Two new large-scale genomic studies have honed in on the main genetic pathway associated with multiple sclerosis (MS), while also uncovering new genetic variations in the disease and suggesting a possible link between MS and other autoimmune diseases.
The first study, led by an international consortium of clinical scientists and genomics experts, incorporates the two largest collections of MS genetic information worldwide and is the first comprehensive study to investigate the overall genetic basis of MS. Its findings appear in the July 29, 2007 online edition of the New England Journal of Medicine.
Another study is being published simultaneously on the web site of Nature Genetics, and focuses on one variant in a gene called interleukin-7 receptor (IL-7R), which researchers had thought was connected to the disease and now know increases the risk of MS.
Scientists have known for 30 years that genetics play a critical role in MS, but the disease is influenced by so many different factors that it has consistently eluded us, said Stephen Hauser, MD, professor of neurology at the University of California, San Francisco and an author on both papers. It wasnt until we could map genomes and then combine the efforts of dozens of researchers, that we could put all the pieces together.
Together, he said, these two papers illustrate how scientific collaboration and the recent breakthroughs in genomic technology, which make it possible to both screen an individuals genetic architecture and understand the differences, can open up an age-old disease such as multiple sclerosis.
It is significant that the two studies used very different approaches, but both highlighted the role of IL-7R, he said.
Together, these place the IL-7R pathway at the center of understanding MS pathogenesis, Hauser said. I believe that this receptor and its interaction with regulatory T cells will now become a major focus of research on MS.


EXERCISE DESCRIPTION –
Copy out every line of the records in which "title" can be found.

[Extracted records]
──────────

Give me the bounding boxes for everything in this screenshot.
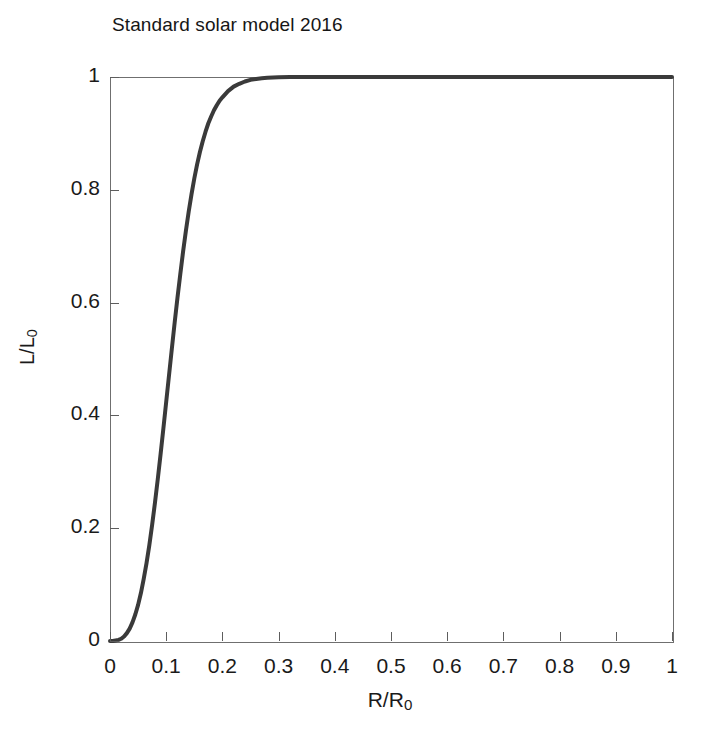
x-tick-mark: [447, 632, 448, 641]
y-tick-label: 1: [30, 63, 100, 87]
x-tick-mark: [616, 632, 617, 641]
luminosity-curve: [110, 77, 672, 641]
page-title: Standard solar model 2016: [112, 14, 343, 36]
plot-area: [110, 77, 672, 641]
x-tick-mark: [335, 632, 336, 641]
y-tick-label: 0.2: [30, 514, 100, 538]
x-tick-mark: [166, 632, 167, 641]
y-tick-mark: [110, 303, 119, 304]
y-tick-mark: [110, 641, 119, 642]
axis-title-subscript: 0: [24, 329, 40, 337]
y-axis-title: L/L0: [16, 302, 40, 392]
y-tick-label: 0.6: [30, 289, 100, 313]
y-tick-label: 0.4: [30, 401, 100, 425]
y-tick-mark: [110, 415, 119, 416]
x-tick-label: 1: [632, 654, 704, 678]
x-axis-title: R/R0: [38, 688, 704, 713]
y-tick-mark: [110, 190, 119, 191]
x-tick-mark: [503, 632, 504, 641]
x-tick-mark: [279, 632, 280, 641]
y-tick-label: 0.8: [30, 176, 100, 200]
x-tick-mark: [110, 632, 111, 641]
x-tick-mark: [560, 632, 561, 641]
x-tick-mark: [672, 632, 673, 641]
x-tick-mark: [222, 632, 223, 641]
solar-model-figure: Standard solar model 2016 00.20.40.60.81…: [0, 0, 704, 730]
y-tick-mark: [110, 77, 119, 78]
y-tick-label: 0: [30, 627, 100, 651]
axis-title-subscript: 0: [404, 696, 412, 713]
x-tick-mark: [391, 632, 392, 641]
y-tick-mark: [110, 528, 119, 529]
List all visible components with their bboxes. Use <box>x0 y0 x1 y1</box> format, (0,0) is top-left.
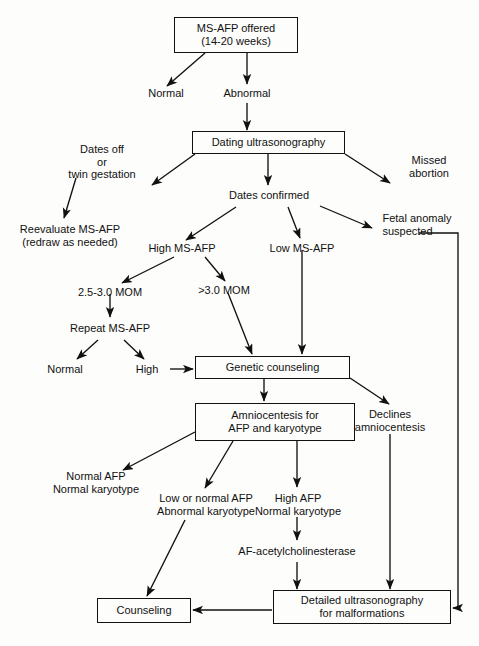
node-label: Declines amniocentesis <box>355 408 425 434</box>
node-label: MS-AFP offered (14-20 weeks) <box>197 22 275 48</box>
node-label: Normal AFP Normal karyotype <box>53 470 139 496</box>
flowchart-canvas: MS-AFP offered (14-20 weeks) Dating ultr… <box>0 0 479 646</box>
node-missed-abortion: Missed abortion <box>394 152 464 181</box>
node-repeat-ms-afp: Repeat MS-AFP <box>55 320 165 337</box>
node-label: Low MS-AFP <box>270 242 335 255</box>
node-detailed-ultrasonography[interactable]: Detailed ultrasonography for malformatio… <box>273 590 451 624</box>
node-genetic-counseling[interactable]: Genetic counseling <box>195 356 350 379</box>
node-high-afp-normal-karyotype: High AFP Normal karyotype <box>240 490 356 519</box>
node-label: Normal <box>148 87 183 100</box>
node-label: AF-acetylcholinesterase <box>238 545 355 558</box>
node-label: Dates confirmed <box>229 189 309 202</box>
node-label: Dates off or twin gestation <box>68 143 135 182</box>
node-declines-amniocentesis: Declines amniocentesis <box>340 406 440 435</box>
node-reevaluate-ms-afp: Reevaluate MS-AFP (redraw as needed) <box>10 221 130 251</box>
node-dates-off-twin-gestation: Dates off or twin gestation <box>48 142 156 182</box>
node-high-repeat: High <box>124 361 170 378</box>
node-label: Genetic counseling <box>226 361 320 374</box>
node-amniocentesis[interactable]: Amniocentesis for AFP and karyotype <box>195 403 355 441</box>
node-low-ms-afp: Low MS-AFP <box>262 240 342 257</box>
node-label: High MS-AFP <box>148 242 215 255</box>
node-label: Amniocentesis for AFP and karyotype <box>228 409 321 435</box>
node-label: 2.5-3.0 MOM <box>78 286 142 299</box>
node-dates-confirmed: Dates confirmed <box>215 187 323 204</box>
node-label: Dating ultrasonography <box>212 136 326 149</box>
node-label: >3.0 MOM <box>198 284 250 297</box>
node-normal-repeat: Normal <box>32 361 98 378</box>
node-label: High <box>136 363 159 376</box>
node-mom-greater-30: >3.0 MOM <box>178 282 270 299</box>
node-label: Abnormal <box>223 87 270 100</box>
node-label: Reevaluate MS-AFP (redraw as needed) <box>20 223 120 249</box>
node-mom-25-30: 2.5-3.0 MOM <box>59 284 161 301</box>
node-counseling[interactable]: Counseling <box>97 598 191 623</box>
node-high-ms-afp: High MS-AFP <box>141 240 223 257</box>
node-label: Counseling <box>116 604 171 617</box>
node-label: High AFP Normal karyotype <box>255 492 341 518</box>
node-af-acetylcholinesterase: AF-acetylcholinesterase <box>218 543 376 560</box>
node-label: Detailed ultrasonography for malformatio… <box>301 594 423 620</box>
node-label: Missed abortion <box>409 154 449 180</box>
node-label: Repeat MS-AFP <box>70 322 150 335</box>
node-ms-afp-offered[interactable]: MS-AFP offered (14-20 weeks) <box>174 17 298 53</box>
node-label: Normal <box>47 363 82 376</box>
node-fetal-anomaly-suspected: Fetal anomaly suspected <box>372 210 462 239</box>
node-dating-ultrasonography[interactable]: Dating ultrasonography <box>192 131 345 154</box>
node-abnormal-top: Abnormal <box>208 85 286 102</box>
node-label: Fetal anomaly suspected <box>382 212 451 238</box>
node-normal-top: Normal <box>124 85 208 102</box>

──────────

RESULT BELOW –
page-title: Standard solar model 2016: [112, 14, 343, 36]
axis-title-subscript: 0: [24, 329, 40, 337]
y-axis-title: L/L0: [16, 302, 40, 392]
x-axis-title: R/R0: [38, 688, 704, 713]
axis-title-subscript: 0: [404, 696, 412, 713]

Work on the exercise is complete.